Crystal Goomansingh 
© THE CANADIAN PRESS/Chris Young 


After lowering the voting age to 16 in 2020, younger voters participated for the first time on May 5, 2021.

Marking ballots and history, young residents in Wales walked into polling stations Thursday, May 6, paper voter registration cards in hand.


"Extending the franchise to as many people as possible is a really sensible move," said Harvey Jones.

At 22 years old, Jones is one of the youngest candidates vying for a seat in the Senedd Cymru, or Welsh parliament.

"I wasn't old enough to vote in the last election in 2016, so this is exciting," said Jones.


Read more: Millennials can have a very strong voice in deciding Canada’s future — if they choose to vote


When the Senedd and Elections (Wales) Act 2020 was passed, lowering the voting age from 18 to 16, more than 70,000 new voters became eligible to select a local candidate as well as a regional representative in the Senedd.

Active citizenship and democratic participation by young people in the United Kingdom is an area of research for Andy Mycock.

"When the U.K. lowed the voting age to 18 in 1969, within a decade, every other liberal democracy had followed suit. It was like a domino effect," said Mycock, reader at the University of Huddersfield.

"Vote at 16 has taken a much, much longer time to introduce and I think that highlights the fact that there is more complexity about this tension between the age of enfranchisement and the age of majority. But it's happening," said Mycock.

Scotland was the first to grant 16-year-olds the right to vote during the 2014 Independence vote.

Read more: ‘Students are the future’: N.B. youth cast ballots in mock federal election


The Electoral Reform Society would like to see the voting age reduced across the U.K.


"We've really learned from going into schools, we've spoken to hundreds of young people over the past couple of years, and they are absolutely more informed and more excited and more engaged," said Jess Blair, director of the Electoral Reform Society Cymru.


Federal Election 2019: Jagmeet Singh proposes lowering voting age to 16


It's not known how many of the newly-eligible voters cast ballots.

Younger voters, however, cautioned people against rushing to judgments about interest levels based on this one election, saying time is needed.

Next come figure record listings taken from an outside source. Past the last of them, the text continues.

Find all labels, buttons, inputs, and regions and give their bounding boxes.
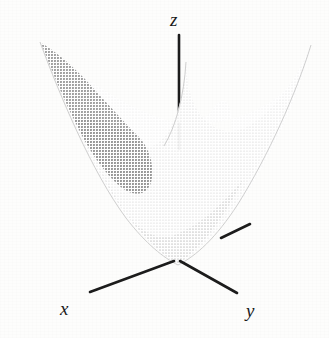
z-axis-label: z <box>170 10 177 29</box>
surface-plot-canvas <box>0 0 329 338</box>
paraboloid-figure: z x y <box>0 0 329 338</box>
y-axis-label: y <box>246 301 254 320</box>
x-axis-line <box>90 261 174 292</box>
y-axis-back-segment <box>221 224 250 238</box>
x-axis-label: x <box>60 299 68 318</box>
y-axis-line <box>180 261 237 293</box>
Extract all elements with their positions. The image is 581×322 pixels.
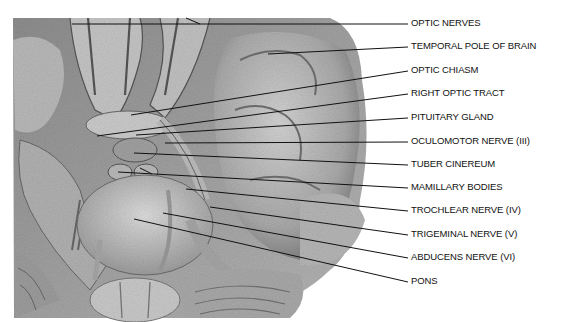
label-abducens-nerve: ABDUCENS NERVE (VI) [411,252,515,262]
label-mamillary-bodies: MAMILLARY BODIES [411,182,503,192]
label-right-optic-tract: RIGHT OPTIC TRACT [411,88,504,98]
label-trochlear-nerve: TROCHLEAR NERVE (IV) [411,205,521,215]
label-pons: PONS [411,276,438,286]
label-optic-nerves: OPTIC NERVES [411,18,480,28]
label-oculomotor-nerve: OCULOMOTOR NERVE (III) [411,136,530,146]
label-temporal-pole: TEMPORAL POLE OF BRAIN [411,41,536,51]
label-optic-chiasm: OPTIC CHIASM [411,65,478,75]
anatomy-figure: OPTIC NERVES TEMPORAL POLE OF BRAIN OPTI… [0,0,581,322]
label-tuber-cinereum: TUBER CINEREUM [411,159,495,169]
label-trigeminal-nerve: TRIGEMINAL NERVE (V) [411,229,517,239]
label-pituitary-gland: PITUITARY GLAND [411,112,493,122]
brain-drawing [13,18,367,322]
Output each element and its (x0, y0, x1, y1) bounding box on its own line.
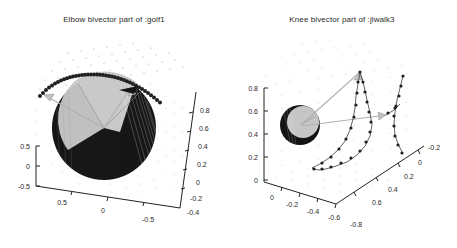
tick-label: -0.8 (350, 221, 362, 228)
tick-label: 0 (270, 194, 274, 201)
knee-trajectory (312, 70, 405, 170)
tick-label: -0.2 (190, 195, 202, 202)
tick-label: 0.4 (248, 131, 258, 138)
tick-label: 0.4 (198, 143, 208, 150)
tick-label: -0.2 (428, 144, 440, 151)
tick-label: 0.4 (388, 186, 398, 193)
tick-label: 0.2 (248, 154, 258, 161)
tick-label: 0.8 (248, 85, 258, 92)
tick-label: 0.2 (404, 173, 414, 180)
tick-label: 0 (196, 179, 200, 186)
tick-label: 0.8 (200, 107, 210, 114)
tick-label: 0.2 (197, 161, 207, 168)
tick-label: 0 (101, 207, 105, 214)
tick-label: 0.6 (248, 108, 258, 115)
tick-label: -0.5 (142, 216, 154, 223)
figure-knee-plot: 0.8 0.6 0.4 0.2 0 0 -0.2 -0.4 -0.6 -0.8 … (228, 0, 456, 248)
figure-knee: Knee bivector part of :jlwalk3 (228, 0, 456, 248)
tick-label: 0 (26, 163, 30, 170)
tick-label: -0.2 (286, 201, 298, 208)
tick-label: 0.6 (372, 199, 382, 206)
knee-tick-labels: 0.8 0.6 0.4 0.2 0 0 -0.2 -0.4 -0.6 -0.8 … (248, 85, 440, 228)
knee-sphere (280, 105, 320, 145)
figure-elbow: Elbow bivector part of :golf1 (0, 0, 228, 248)
tick-label: -0.4 (187, 209, 199, 216)
tick-label: 0.6 (199, 125, 209, 132)
tick-label: 0.5 (20, 143, 30, 150)
tick-label: 0 (254, 177, 258, 184)
tick-label: 0 (418, 159, 422, 166)
figure-elbow-plot: 0.5 0 -0.5 0.5 0 -0.5 0.8 0.6 0.4 0.2 0 … (0, 0, 228, 248)
tick-label: -0.4 (307, 208, 319, 215)
tick-label: 0.5 (57, 199, 67, 206)
tick-label: -0.5 (18, 183, 30, 190)
tick-label: -0.6 (328, 214, 340, 221)
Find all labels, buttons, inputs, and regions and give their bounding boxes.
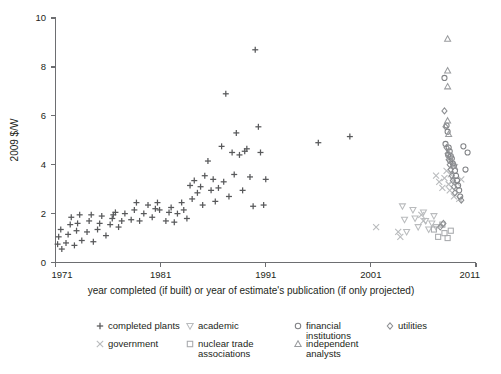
data-point xyxy=(442,231,447,236)
legend-label-text: completed plants xyxy=(108,320,180,331)
data-point xyxy=(233,130,239,136)
data-point-glyph xyxy=(445,118,451,123)
data-point xyxy=(441,175,447,181)
data-point-glyph xyxy=(445,36,451,41)
data-point xyxy=(74,228,80,234)
data-point xyxy=(107,222,113,228)
data-point xyxy=(133,200,139,206)
x-axis-title: year completed (if built) or year of est… xyxy=(88,285,415,296)
x-tick-label: 1971 xyxy=(52,269,73,280)
data-point-glyph xyxy=(431,214,437,219)
data-point-glyph xyxy=(399,204,405,209)
legend-marker-circle-icon xyxy=(295,323,300,328)
legend-marker-square-icon xyxy=(187,341,192,346)
data-point xyxy=(90,239,96,245)
data-point xyxy=(171,219,177,225)
data-point xyxy=(373,224,379,230)
data-point xyxy=(86,218,92,224)
legend-marker-cross-icon xyxy=(97,341,103,347)
data-point xyxy=(99,213,105,219)
x-tick-label: 2001 xyxy=(360,269,381,280)
x-tick-label: 1981 xyxy=(150,269,171,280)
legend-label-text: academic xyxy=(198,320,239,331)
data-point-glyph xyxy=(442,108,447,114)
data-point xyxy=(131,207,137,213)
data-point xyxy=(174,211,180,217)
data-point xyxy=(315,140,321,146)
legend-item-utilities[interactable]: utilities xyxy=(387,320,427,331)
data-point xyxy=(445,36,451,41)
data-point xyxy=(149,214,155,220)
data-point xyxy=(97,220,103,226)
data-point xyxy=(58,226,64,232)
chart-legend: completed plantsacademicfinancialinstitu… xyxy=(97,320,427,359)
data-point xyxy=(210,176,216,182)
legend-item-independent-analysts[interactable]: independentanalysts xyxy=(295,338,359,359)
data-point xyxy=(65,231,71,237)
legend-label-text: utilities xyxy=(398,320,427,331)
data-point xyxy=(109,215,115,221)
scatter-plot-figure: 0246810 2009 $/W 19711981199120012011 ye… xyxy=(0,0,501,374)
y-axis-group: 0246810 2009 $/W xyxy=(9,12,56,268)
legend-item-nuclear-trade-associations[interactable]: nuclear tradeassociations xyxy=(187,338,253,359)
x-axis-group: 19711981199120012011 year completed (if … xyxy=(52,263,481,297)
data-point xyxy=(59,246,65,252)
chart-canvas: 0246810 2009 $/W 19711981199120012011 ye… xyxy=(0,0,501,374)
data-point xyxy=(200,202,206,208)
data-point-glyph xyxy=(445,68,451,73)
data-point xyxy=(436,234,441,239)
data-point-glyph xyxy=(448,228,453,233)
data-point xyxy=(447,187,453,193)
data-point xyxy=(157,207,163,213)
legend-item-government[interactable]: government xyxy=(97,338,159,349)
legend-label-text: government xyxy=(108,338,159,349)
data-point xyxy=(399,204,405,209)
data-point xyxy=(184,215,190,221)
data-point xyxy=(442,108,447,114)
data-point xyxy=(439,185,445,191)
data-point xyxy=(128,217,134,223)
data-point-glyph xyxy=(442,231,447,236)
data-point xyxy=(250,203,256,209)
legend-item-completed-plants[interactable]: completed plants xyxy=(97,320,180,331)
data-point xyxy=(412,216,418,221)
data-point xyxy=(463,167,468,172)
data-point xyxy=(445,118,451,123)
data-point xyxy=(202,173,208,179)
x-axis-ticks: 19711981199120012011 xyxy=(52,263,481,281)
data-point xyxy=(226,193,232,199)
legend-item-academic[interactable]: academic xyxy=(187,320,239,331)
data-point-glyph xyxy=(442,75,447,80)
data-point xyxy=(194,190,200,196)
y-tick-label: 10 xyxy=(35,12,46,23)
data-point xyxy=(445,68,451,73)
data-point xyxy=(116,224,122,230)
data-point xyxy=(208,187,214,193)
data-point xyxy=(236,152,242,158)
data-point xyxy=(95,226,101,232)
series-completed-plants xyxy=(55,47,353,252)
data-point xyxy=(231,171,237,177)
legend-label-text: associations xyxy=(198,348,251,359)
data-point-glyph xyxy=(426,227,432,232)
data-point xyxy=(219,143,225,149)
data-point xyxy=(221,179,227,185)
legend-marker-plus-icon xyxy=(97,323,103,329)
legend-marker-triangle-down-icon xyxy=(187,323,193,329)
data-point xyxy=(223,91,229,97)
data-point xyxy=(145,202,151,208)
data-point xyxy=(445,236,450,241)
y-tick-label: 8 xyxy=(41,61,46,72)
data-point xyxy=(141,211,147,217)
legend-marker-diamond-icon-glyph xyxy=(387,323,392,329)
y-tick-label: 6 xyxy=(41,110,46,121)
data-point-glyph xyxy=(461,144,466,149)
data-point xyxy=(71,242,77,248)
data-point xyxy=(410,208,416,213)
data-point xyxy=(252,47,258,53)
data-point xyxy=(79,237,85,243)
series-utilities xyxy=(438,108,464,230)
legend-marker-triangle-up-icon xyxy=(295,341,301,347)
data-point xyxy=(448,228,453,233)
data-point-glyph xyxy=(404,230,410,235)
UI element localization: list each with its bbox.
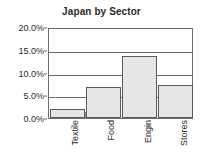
- y-tick-mark: [44, 96, 47, 97]
- y-tick-mark: [44, 28, 47, 29]
- y-tick-label: 10.0%: [0, 69, 44, 79]
- chart-title: Japan by Sector: [0, 6, 203, 17]
- gridline: [49, 75, 192, 76]
- bar-engin: [122, 56, 157, 118]
- y-tick-label: 5.0%: [0, 91, 44, 101]
- y-tick-mark: [44, 119, 47, 120]
- x-tick-label-stores: Stores: [179, 120, 189, 164]
- y-tick-label: 15.0%: [0, 46, 44, 56]
- bar-chart: Japan by Sector 0.0%5.0%10.0%15.0%20.0% …: [0, 0, 203, 167]
- y-tick-mark: [44, 73, 47, 74]
- bar-stores: [158, 85, 193, 118]
- x-tick-label-food: Food: [106, 120, 116, 164]
- y-axis: 0.0%5.0%10.0%15.0%20.0%: [0, 28, 44, 119]
- x-axis: TextileFoodEnginStores: [48, 120, 193, 167]
- y-tick-mark: [44, 50, 47, 51]
- y-tick-label: 20.0%: [0, 23, 44, 33]
- x-tick-label-engin: Engin: [143, 120, 153, 164]
- bar-food: [86, 87, 121, 118]
- gridline: [49, 52, 192, 53]
- plot-area: [48, 28, 193, 119]
- bar-textile: [50, 109, 85, 118]
- y-tick-label: 0.0%: [0, 114, 44, 124]
- x-tick-label-textile: Textile: [70, 120, 80, 164]
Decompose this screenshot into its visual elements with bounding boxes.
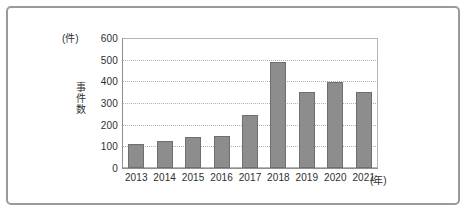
y-tick-500: 500 [0,54,118,65]
bar-2020 [327,82,343,168]
bar-chart: (件) 事 件 数 600 500 400 300 200 100 0 2013… [0,0,468,213]
y-axis-ticks: 600 500 400 300 200 100 0 [0,0,118,213]
x-axis-unit-label: (年) [370,172,387,187]
bar-2019 [299,92,315,168]
bar-2017 [242,115,258,168]
y-tick-200: 200 [0,119,118,130]
bar-2018 [270,62,286,168]
bar-2016 [214,136,230,169]
y-tick-400: 400 [0,76,118,87]
bar-2013 [128,144,144,168]
y-tick-100: 100 [0,141,118,152]
x-axis-line [122,168,378,169]
bar-2014 [157,141,173,168]
y-tick-600: 600 [0,33,118,44]
gridline-500 [122,60,378,61]
bar-2015 [185,137,201,168]
y-tick-300: 300 [0,98,118,109]
bar-2021 [356,92,372,168]
y-axis-line [122,38,123,168]
y-tick-0: 0 [0,163,118,174]
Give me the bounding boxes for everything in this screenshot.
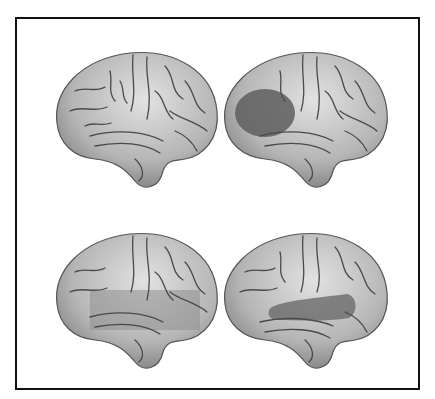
brain-icon — [217, 31, 407, 201]
figure-frame — [15, 17, 420, 390]
highlight-region — [90, 290, 200, 330]
brain-icon — [217, 212, 407, 382]
brain-panel-bottom-left — [35, 212, 225, 382]
brain-icon — [35, 31, 225, 201]
brain-icon — [35, 212, 225, 382]
brain-panel-bottom-right — [217, 212, 407, 382]
brain-panel-top-right — [217, 31, 407, 201]
highlight-region — [235, 89, 295, 137]
brain-panel-top-left — [35, 31, 225, 201]
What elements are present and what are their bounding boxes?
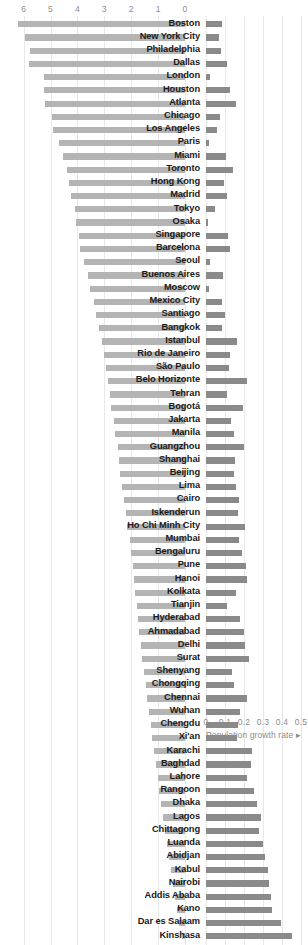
- bar-right: [206, 193, 227, 199]
- city-label: Jakarta: [168, 414, 200, 424]
- bar-right: [206, 259, 210, 265]
- chart-row: Dar es Salaam: [0, 917, 306, 930]
- bar-right: [206, 669, 232, 675]
- city-label: Chongqing: [152, 678, 200, 688]
- bar-right: [206, 590, 236, 596]
- bar-right: [206, 127, 217, 133]
- chart-row: Cairo: [0, 494, 306, 507]
- city-label: Cairo: [177, 493, 200, 503]
- chart-row: Philadelphia: [0, 44, 306, 57]
- chart-row: Hanoi: [0, 573, 306, 586]
- city-label: Chennai: [164, 692, 200, 702]
- city-label: Shenyang: [156, 665, 200, 675]
- city-label: Nairobi: [169, 877, 200, 887]
- chart-row: Buenos Aires: [0, 269, 306, 282]
- chart-row: Addis Ababa: [0, 890, 306, 903]
- chart-row: Bangkok: [0, 322, 306, 335]
- chart-row: Nairobi: [0, 877, 306, 890]
- bar-left: [75, 206, 185, 212]
- bar-right: [206, 378, 247, 384]
- bar-right: [206, 286, 209, 292]
- left-axis-tick-label: 6: [21, 4, 26, 14]
- bar-right: [206, 854, 265, 860]
- city-label: Houston: [163, 84, 200, 94]
- bar-right: [206, 761, 251, 767]
- city-label: Barcelona: [156, 242, 200, 252]
- city-label: Bangkok: [161, 322, 200, 332]
- chart-row: Kabul: [0, 864, 306, 877]
- city-label: Lahore: [170, 771, 200, 781]
- city-label: Pune: [178, 559, 200, 569]
- chart-row: Bogotá: [0, 401, 306, 414]
- bar-right: [206, 642, 245, 648]
- city-label: Beijing: [170, 467, 200, 477]
- city-label: Chicago: [164, 110, 200, 120]
- bar-right: [206, 418, 231, 424]
- bar-right: [206, 48, 221, 54]
- city-label: Shanghai: [159, 454, 200, 464]
- bar-right: [206, 352, 230, 358]
- chart-row: Belo Horizonte: [0, 375, 306, 388]
- chart-rows: BostonNew York CityPhiladelphiaDallasLon…: [0, 18, 306, 943]
- bar-right: [206, 814, 261, 820]
- bar-right: [206, 497, 239, 503]
- chart-row: Mumbai: [0, 534, 306, 547]
- bar-right: [206, 167, 233, 173]
- chart-row: Dallas: [0, 58, 306, 71]
- chart-row: Istanbul: [0, 335, 306, 348]
- bar-right: [206, 524, 245, 530]
- chart-row: Lahore: [0, 771, 306, 784]
- city-label: Abidjan: [167, 850, 200, 860]
- bar-right: [206, 709, 240, 715]
- city-label: Delhi: [178, 639, 200, 649]
- bar-right: [206, 299, 222, 305]
- chart-row: Abidjan: [0, 851, 306, 864]
- bar-right: [206, 656, 249, 662]
- chart-row: Shanghai: [0, 454, 306, 467]
- bar-right: [206, 180, 224, 186]
- left-axis-tick-label: 4: [75, 4, 80, 14]
- right-axis-tick-label: 0.1: [219, 717, 231, 727]
- city-label: Madrid: [170, 189, 200, 199]
- chart-row: London: [0, 71, 306, 84]
- chart-row: Tokyo: [0, 203, 306, 216]
- chart-row: São Paulo: [0, 362, 306, 375]
- bar-right: [206, 114, 220, 120]
- chart-row: Kinshasa: [0, 930, 306, 943]
- city-label: Rio de Janeiro: [137, 348, 200, 358]
- bar-right: [206, 325, 222, 331]
- city-label: Los Angeles: [146, 123, 200, 133]
- bar-right: [206, 338, 237, 344]
- bar-left: [63, 153, 185, 159]
- city-label: Hyderabad: [153, 612, 200, 622]
- chart-row: Surat: [0, 653, 306, 666]
- bar-right: [206, 537, 239, 543]
- city-label: Wuhan: [170, 705, 200, 715]
- left-axis-ticks: 6543210: [0, 0, 306, 20]
- city-label: Kinshasa: [159, 930, 200, 940]
- city-label: Hong Kong: [151, 176, 200, 186]
- bar-right: [206, 695, 247, 701]
- bar-right: [206, 61, 227, 67]
- city-label: Ho Chi Minh City: [127, 520, 200, 530]
- city-label: Lagos: [173, 811, 200, 821]
- bar-right: [206, 629, 244, 635]
- right-axis-tick-label: 0.3: [257, 717, 269, 727]
- city-label: Philadelphia: [146, 44, 200, 54]
- bar-right: [206, 841, 263, 847]
- city-label: Moscow: [164, 282, 200, 292]
- city-label: Singapore: [155, 229, 200, 239]
- chart-row: Luanda: [0, 838, 306, 851]
- bar-right: [206, 365, 229, 371]
- bar-right: [206, 444, 244, 450]
- bar-right: [206, 920, 281, 926]
- chart-row: Santiago: [0, 309, 306, 322]
- bar-right: [206, 471, 234, 477]
- bar-right: [206, 576, 247, 582]
- bar-right: [206, 510, 238, 516]
- chart-row: Lagos: [0, 811, 306, 824]
- chart-row: Barcelona: [0, 243, 306, 256]
- bar-right: [206, 101, 236, 107]
- bar-left: [59, 140, 185, 146]
- bar-left: [71, 193, 185, 199]
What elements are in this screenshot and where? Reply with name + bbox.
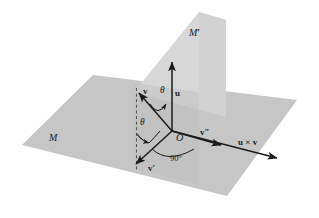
vector-u-label: u xyxy=(175,89,180,98)
diagram-canvas xyxy=(0,0,319,218)
vector-v-prime-mark: ′ xyxy=(153,163,156,173)
vector-v-double-prime-label: v″ xyxy=(200,128,209,137)
theta-upper-label: θ xyxy=(160,86,165,96)
plane-m-label: M xyxy=(49,133,57,143)
vector-u-cross-v-label: u × v xyxy=(238,138,257,147)
vector-v-label: v xyxy=(143,87,148,96)
vector-v-prime-label: v′ xyxy=(148,164,155,173)
vector-cross-product-diagram: M M′ v θ u θ v′ O 90° v″ u × v xyxy=(0,0,319,218)
origin-label: O xyxy=(176,133,183,143)
vertical-plane-front-wedge xyxy=(199,12,226,117)
plane-m-prime-mark: ′ xyxy=(197,27,200,38)
plane-m-prime-label: M′ xyxy=(189,28,200,38)
theta-lower-label: θ xyxy=(140,118,145,128)
vector-v-double-prime-mark: ″ xyxy=(205,127,210,137)
right-angle-label: 90° xyxy=(170,154,182,163)
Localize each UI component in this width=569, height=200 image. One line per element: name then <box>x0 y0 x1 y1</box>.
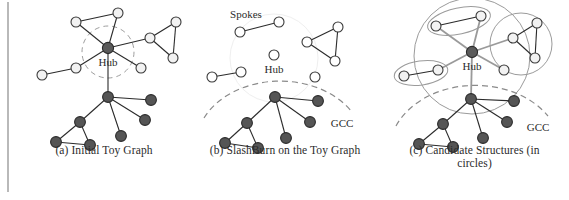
left-rule-divider <box>7 2 9 192</box>
graph-b-canvas: Spokes Hub GCC <box>190 0 380 160</box>
gcc-label-c: GCC <box>527 121 550 133</box>
candidate-circle-clique <box>490 13 552 75</box>
figure-slashburn-toy-graph: Hub (a) Initial Toy Graph <box>0 0 569 200</box>
gcc-label-b: GCC <box>331 117 354 129</box>
hub-label-b: Hub <box>265 63 284 75</box>
hub-node-b <box>269 50 279 60</box>
panel-initial-toy-graph: Hub (a) Initial Toy Graph <box>18 0 190 200</box>
hub-node-a <box>102 42 113 53</box>
nodes-dark-a <box>51 92 157 151</box>
edges-a <box>42 13 176 145</box>
hub-node-c <box>466 46 477 57</box>
spokes-label-b: Spokes <box>230 8 262 20</box>
caption-line-1: (a) Initial Toy Graph <box>18 144 190 157</box>
panel-candidate-structures: Hub GCC (c) Candidate Structures (in cir… <box>380 0 569 200</box>
caption-panel-c: (c) Candidate Structures (in circles) <box>380 144 569 170</box>
edges-b <box>212 22 338 148</box>
caption-line-2: circles) <box>380 157 569 170</box>
graph-a-canvas: Hub <box>18 0 190 160</box>
hub-label-a: Hub <box>99 56 118 68</box>
caption-panel-a: (a) Initial Toy Graph <box>18 144 190 157</box>
panel-slashburn-toy-graph: Spokes Hub GCC (b) SlashBurn on the Toy … <box>190 0 380 200</box>
caption-line-1: (b) SlashBurn on the Toy Graph <box>190 144 380 157</box>
hub-label-c: Hub <box>463 60 482 72</box>
caption-line-1: (c) Candidate Structures (in <box>380 144 569 157</box>
caption-panel-b: (b) SlashBurn on the Toy Graph <box>190 144 380 157</box>
graph-c-canvas: Hub GCC <box>380 0 569 160</box>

In general, voter turnout has been low for previous Welsh parliamentary elections.

The COVID-19 pandemic also changed how candidates were able to engage with voters in an attempt to build excitement.

Still, researchers see the opening up of the democratic process in Wales leading to more younger people gaining the right to vote.

Read more: B.C. premier considering lowering the voting age to 16

"I think that that effect will also then reach into other countries. What we're seeing in Canada is also debates around the idea that the voting age should be lowered. The Vote16 campaign in B.C. is certainly making a lot of gains and a lot of noise. We're also we're seeing it in New Zealand and Australia," said Mycock.

For now, though, the voting age remains 18 in Canada, as well as New Zealand and Australia.